China fires back at G7 allegations of market-distorting practices
BEIJING (Kyodo) -- China on Tuesday pushed back against accusations from the Group of Seven major democracies that it distorts markets, dismissing the claim as one that "disregards objective facts" while shifting blame to the United States and its punitive tariff regime.
The Chinese Embassy in Canada insisted the G7 chair's summary, released by Canadian Prime Minister Mark Carney, "attacks and smears" Beijing and interferes in its internal affairs, expressing firm opposition to it.
Carney said in the summary the G7 leaders called on China to "refrain from market distortions and harmful overcapacity." The group launched an action plan aimed at reducing risks to critical mineral supply chains, often resulting from overdependence on China, at their annual summit in Canada.

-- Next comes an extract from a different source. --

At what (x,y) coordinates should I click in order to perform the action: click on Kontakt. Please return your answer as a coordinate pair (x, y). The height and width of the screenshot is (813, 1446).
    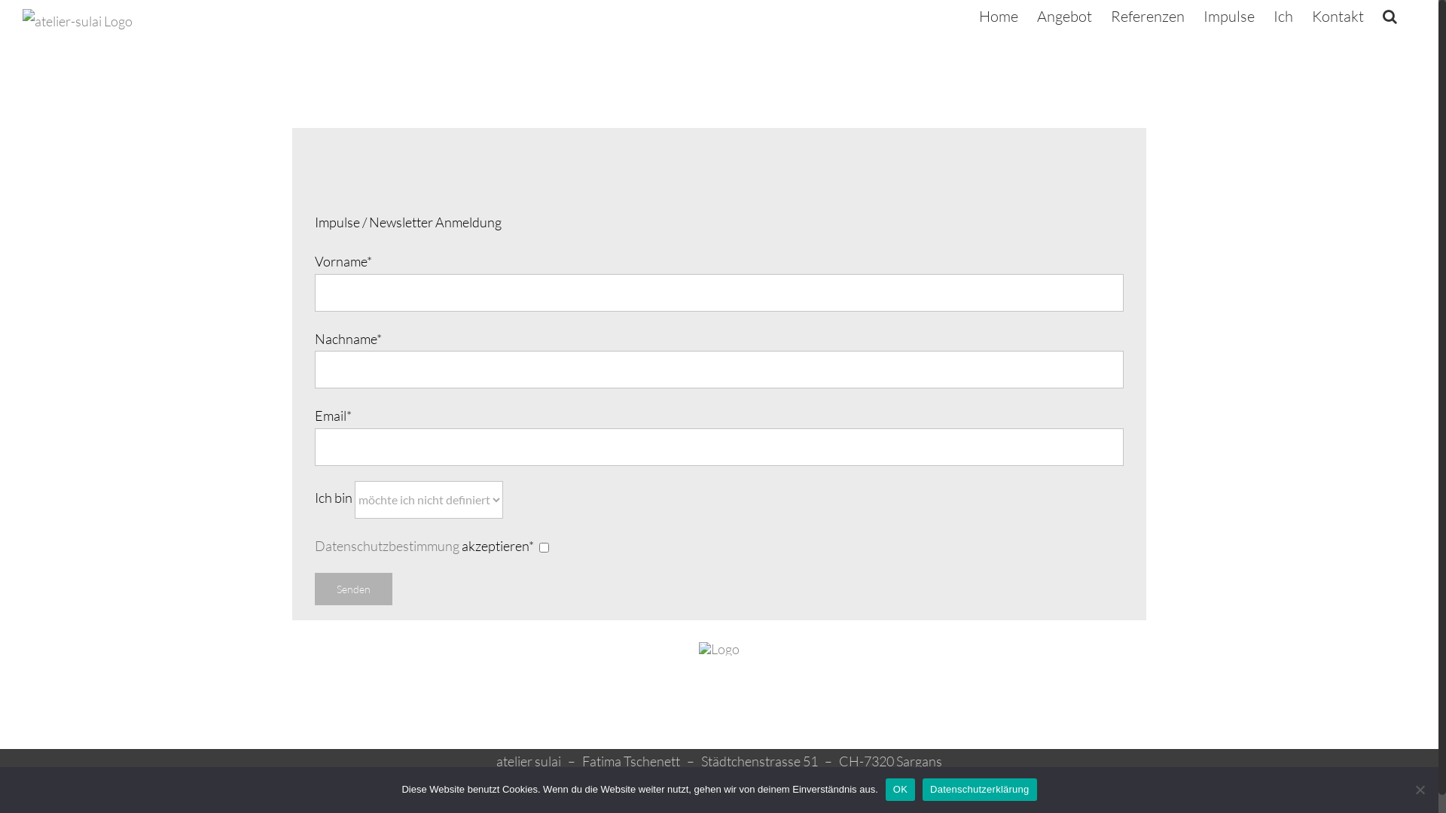
    Looking at the image, I should click on (1338, 17).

"The truly harmful market-distorting practices that do the biggest damage to the multilateral trading regime are the practices of imposing unjustified tariffs, threatening with unilateral trade bullying, and politicizing and weaponizing economic and trade issues," the Chinese embassy said.

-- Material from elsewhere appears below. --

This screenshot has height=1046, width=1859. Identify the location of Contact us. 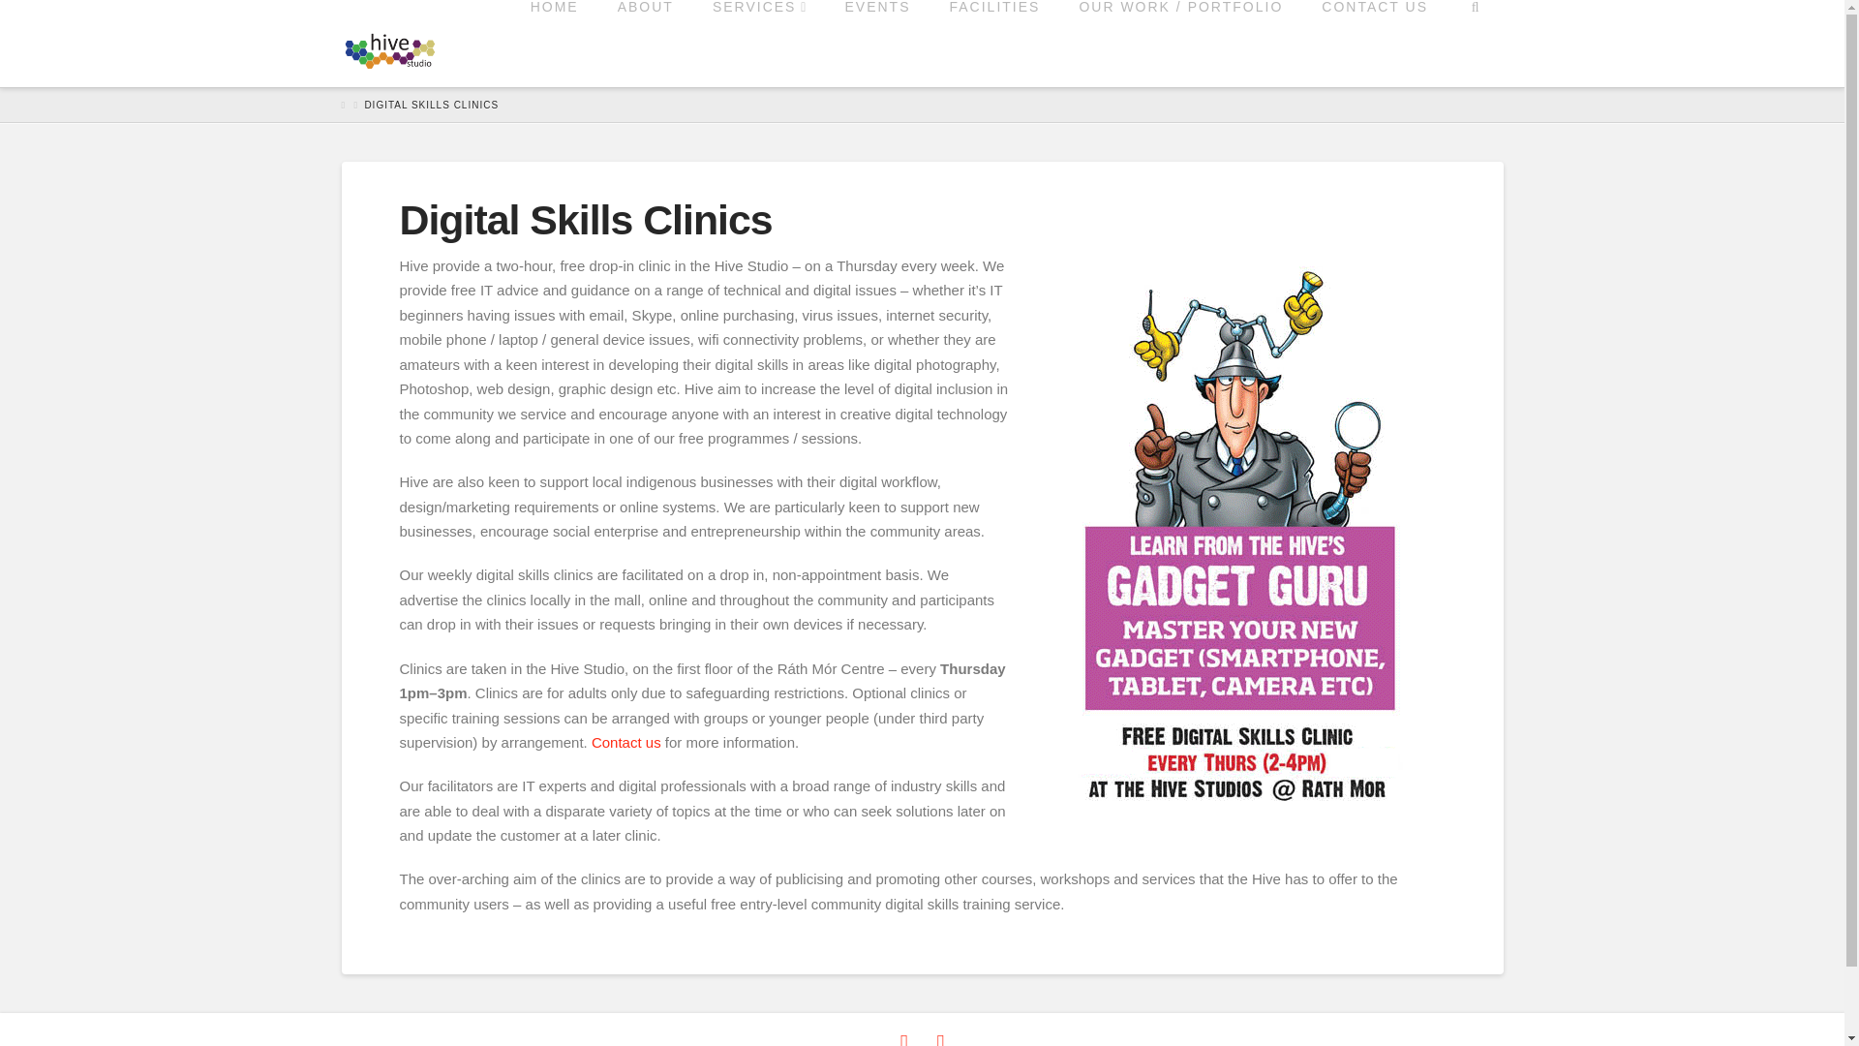
(626, 742).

China urged the G7 countries of Britain, Canada, France, Germany, Italy, Japan and the United States to "stop interfering in other countries' internal affairs, stop harming other countries' development, stop manipulating issues on China, and do more that is conducive to international solidarity and cooperation."
China and the United States have been engaged in a tit-for-tat tariff war, with recent bilateral trade tensions stemming from Beijing's allegedly slow removal of export controls on rare earths used in high-tech products.
China mines about 70 percent of the world's rare earths used in the production of smartphones, personal computers and vehicles.